Consider the musical. This was widely perceived as the Great American Art Form until the American public's increasingly sophisticated gaydar detected its disproportionate appeal to gay men. Of course, plenty of the great figures in the history of the musical - Richard Rodgers, Gene Kelly, Bob Fosse, Fred Astaire, P.G. Wodehouse, and the like - were straight. Yet, over over the last three decades, the musical has increasingly become a gay ghetto as no longer clueless straight guys have taken to avoiding it.
Therefore, I've long suspected that allowing gay men to get married (in what will, no doubt, often be elaborately theatrical ceremonies) will make weddings even more distasteful to straight men than they are now. And that would be bad for society since the character of a society is determined overwhelmingly by its straight men, especially by their attitudes towards marriage
This suggests, by the way, that the long term threat to the American Catholic Churched posed by its youth-fondling scandal is that it is exposing the extent to which homosexuals pervade the Church hierarchy, thus alienating straight men. (Even the gay-dominated New York Times - where 75% of the people sitting around the table deciding what goes on the front page are homosexual, according to its top reporter Rick Berke - has finally admitted that the scandal is driven not by pedophiles but by fairly conventional male homosexuals feeling up adolescent and teenage boys.
There are lots of countries like Italy and Mexico where the male population largely shuns the Church, in part due to the perceived effeminacy of the priesthood. The U.S. Catholic Church was spared this for a long time due to the high masculinity levels of Irish priests, but that era appears to be well over. This does not bode well for the influence of the American Catholic Church. In any society, straight men will always provide most of the leaders.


## Activity
Give back every entry in full, exactly as it reads.

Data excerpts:
=== Begin Enclosure ===
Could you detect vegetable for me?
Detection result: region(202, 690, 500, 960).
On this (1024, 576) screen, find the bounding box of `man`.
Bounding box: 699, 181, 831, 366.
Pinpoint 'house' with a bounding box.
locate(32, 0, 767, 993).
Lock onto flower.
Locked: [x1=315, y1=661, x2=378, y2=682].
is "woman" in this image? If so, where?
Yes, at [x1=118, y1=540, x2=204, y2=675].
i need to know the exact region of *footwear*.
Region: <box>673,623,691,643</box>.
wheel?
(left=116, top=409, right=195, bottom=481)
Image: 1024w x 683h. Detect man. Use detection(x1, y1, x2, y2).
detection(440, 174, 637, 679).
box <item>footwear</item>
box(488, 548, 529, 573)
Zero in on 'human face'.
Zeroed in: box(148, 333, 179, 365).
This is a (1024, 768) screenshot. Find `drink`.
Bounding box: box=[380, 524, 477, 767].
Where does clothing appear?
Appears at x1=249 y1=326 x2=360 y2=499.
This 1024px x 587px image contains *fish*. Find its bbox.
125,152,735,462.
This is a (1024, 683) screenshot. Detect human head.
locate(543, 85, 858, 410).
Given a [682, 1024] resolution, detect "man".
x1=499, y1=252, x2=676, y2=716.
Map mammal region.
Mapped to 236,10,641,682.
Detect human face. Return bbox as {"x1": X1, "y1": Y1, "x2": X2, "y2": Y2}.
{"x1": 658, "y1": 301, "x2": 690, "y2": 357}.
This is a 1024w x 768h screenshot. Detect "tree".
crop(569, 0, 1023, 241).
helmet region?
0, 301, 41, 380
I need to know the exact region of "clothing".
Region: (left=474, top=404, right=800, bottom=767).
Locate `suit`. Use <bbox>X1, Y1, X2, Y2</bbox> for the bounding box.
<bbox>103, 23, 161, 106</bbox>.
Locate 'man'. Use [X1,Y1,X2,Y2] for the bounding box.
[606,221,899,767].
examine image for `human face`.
=== End Enclosure ===
## Finished task
Could you detect vegetable for me?
Detection result: region(202, 690, 500, 960).
On this (1024, 576) screen, find the bounding box of `man`.
Bounding box: 699, 181, 831, 366.
Pinpoint 'house' with a bounding box.
locate(32, 0, 767, 993).
Lock onto flower.
Locked: [x1=315, y1=661, x2=378, y2=682].
is "woman" in this image? If so, where?
Yes, at [x1=118, y1=540, x2=204, y2=675].
i need to know the exact region of *footwear*.
Region: <box>673,623,691,643</box>.
wheel?
(left=116, top=409, right=195, bottom=481)
Image: 1024w x 683h. Detect man. Use detection(x1, y1, x2, y2).
detection(440, 174, 637, 679).
box <item>footwear</item>
box(488, 548, 529, 573)
Zero in on 'human face'.
Zeroed in: box(148, 333, 179, 365).
This is a (1024, 768) screenshot. Find `drink`.
Bounding box: box=[380, 524, 477, 767].
Where does clothing appear?
Appears at x1=249 y1=326 x2=360 y2=499.
This 1024px x 587px image contains *fish*. Find its bbox.
125,152,735,462.
This is a (1024, 683) screenshot. Detect human head.
locate(543, 85, 858, 410).
Given a [682, 1024] resolution, detect "man".
x1=499, y1=252, x2=676, y2=716.
Map mammal region.
Mapped to 236,10,641,682.
Detect human face. Return bbox as {"x1": X1, "y1": Y1, "x2": X2, "y2": Y2}.
{"x1": 658, "y1": 301, "x2": 690, "y2": 357}.
This is a 1024w x 768h screenshot. Detect "tree".
crop(569, 0, 1023, 241).
helmet region?
0, 301, 41, 380
I need to know the exact region of "clothing".
Region: (left=474, top=404, right=800, bottom=767).
Locate `suit`. Use <bbox>X1, Y1, X2, Y2</bbox> for the bounding box.
<bbox>103, 23, 161, 106</bbox>.
Locate 'man'. Use [X1,Y1,X2,Y2] for the bounding box.
[606,221,899,767].
examine image for `human face`.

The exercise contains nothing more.